What does the text mean when it says that they shall glory? Sometimes, when I have been preaching in Wales or among Methodists-whenI have set before them good, rich, Gospel Truth, perhaps two or three have shouted, at the same time, "Glory!" And thoughit has not increased the solemnity of the service, it has added a good deal of vivacity to it. And, really, when we see whatDivine Grace has done for us, we often feel inclined to cry out, "Glory! Glory be to

God!"

Have not many of you felt the glory in your soul, even if you have not uttered it with your mouth? All your sin gone, JesusChrist as your Savior, your soul forever secure in His hands-and all that granted to you by Divine Grace, simply through believing-surely,you must have felt the glory within your soul?
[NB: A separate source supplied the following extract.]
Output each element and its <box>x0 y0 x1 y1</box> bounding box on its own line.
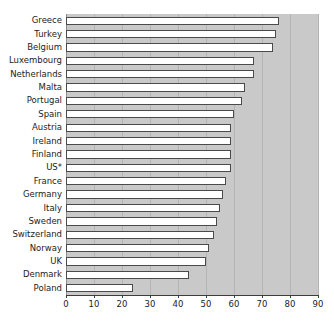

The devil has said to you, "That is too good to be true," but you have believedit, notwithstanding what he said, and you have felt as if you needed to be enlarged to be able to hold so much joy and blessedness!Do you ever sit down alone and think over what the Lord has done for you? If you do and you have the full assurance of faith,I am sure you will glory in the Lord, and you will say like those delivered from captivity, "Then was our mouth filled withlaughter, and our tongue with singing...The Lord has done great things for us; whereof we are glad."

But the Lord's true people will not keep that glory all to themselves. They shall so glory that they shall speak about itto others. I should not wonder if when they tell what the Lord has done for them, some should think that they are intrusive.I wish we were more so. Some of them shall so glory in God that they shall, sometimes, imprudently cast their pearls beforeswine-but they had better even do that than keep their pearls concealed and never let them show the brightness which God hasgiven them. "They shall glory." That is to say, they shall speak of the Lord's love with flashing eye and smiling countenance.They shall speak of it as of a priceless treasure, as of something worth more than all worlds. They shall wonder that otherpeople do not think as much of it as they do. They shall often feel sad at heart because the worth of Christ is not more widelyknown among men, but, as for themselves, "they shall glory." And they shall so glory

that nobody shall be able to stop their glorying, for, when they are ridiculed, they shall only glory in that, also! And whenothers sneer at and try to depreciate their Lord, they shall only the more firmly believe and rejoice in Him who is All inAll to them! I am sure, dear Friends, that if Christ is really yours, you must glory in Him and boast about Him- and sometimesmake other people wonder why you talk so much about Him!

Those who truly know Christ will glory in Him alone. They will glory neither in their church, nor in their creed, nor in theirgood works, nor in the earnestness with which they serve the Lord-but only in Him, according as it is written, "He that glories,let him glory in the Lord." Oh, yes, we will glory in the Lord when we lie sick and all things are melting away from us. Wewill say to those around us, "Now do we find Jesus near! Now do we find Him dear! We must bid 'good-bye' to the dearest friends,but He sticks closer than a brother to us." We will glory in the Lord with our last breath! We will be propped up in our bed,as many a saint has been, to tell those around us yet once more what a precious Christ-what a blessed Christ we have-and whata glorious salvation we have found through His precious blood!

And will we not glory in Him alone when we enter those pearly gates above? What will our disembodied spirits say to our comradeswho have gone on before? What shall we have to tell them but the story of the great love and the amazing mercy, and the abundantpower and Grace of God in Christ Jesus? I think that if we are in Heaven for ages before our bodies rise from the grave, weshall have nothing to talk of or think of but Him! And when this poor dust of ours shall, at His coming, rise again and weshall be able, with spirit, soul and body, to speak, again-what shall we speak of except His Glory? Oh, we will glory in Him!We will glory in Him! Well may each saint say with the gracious Countess of Huntingdon-

"Then loudest of the crowd I'll sing, While Heaven's resounding mansions ring With shouts of Sovereign Grace."

May every soul now here, be thereto do it, for Jesus sake! Amen.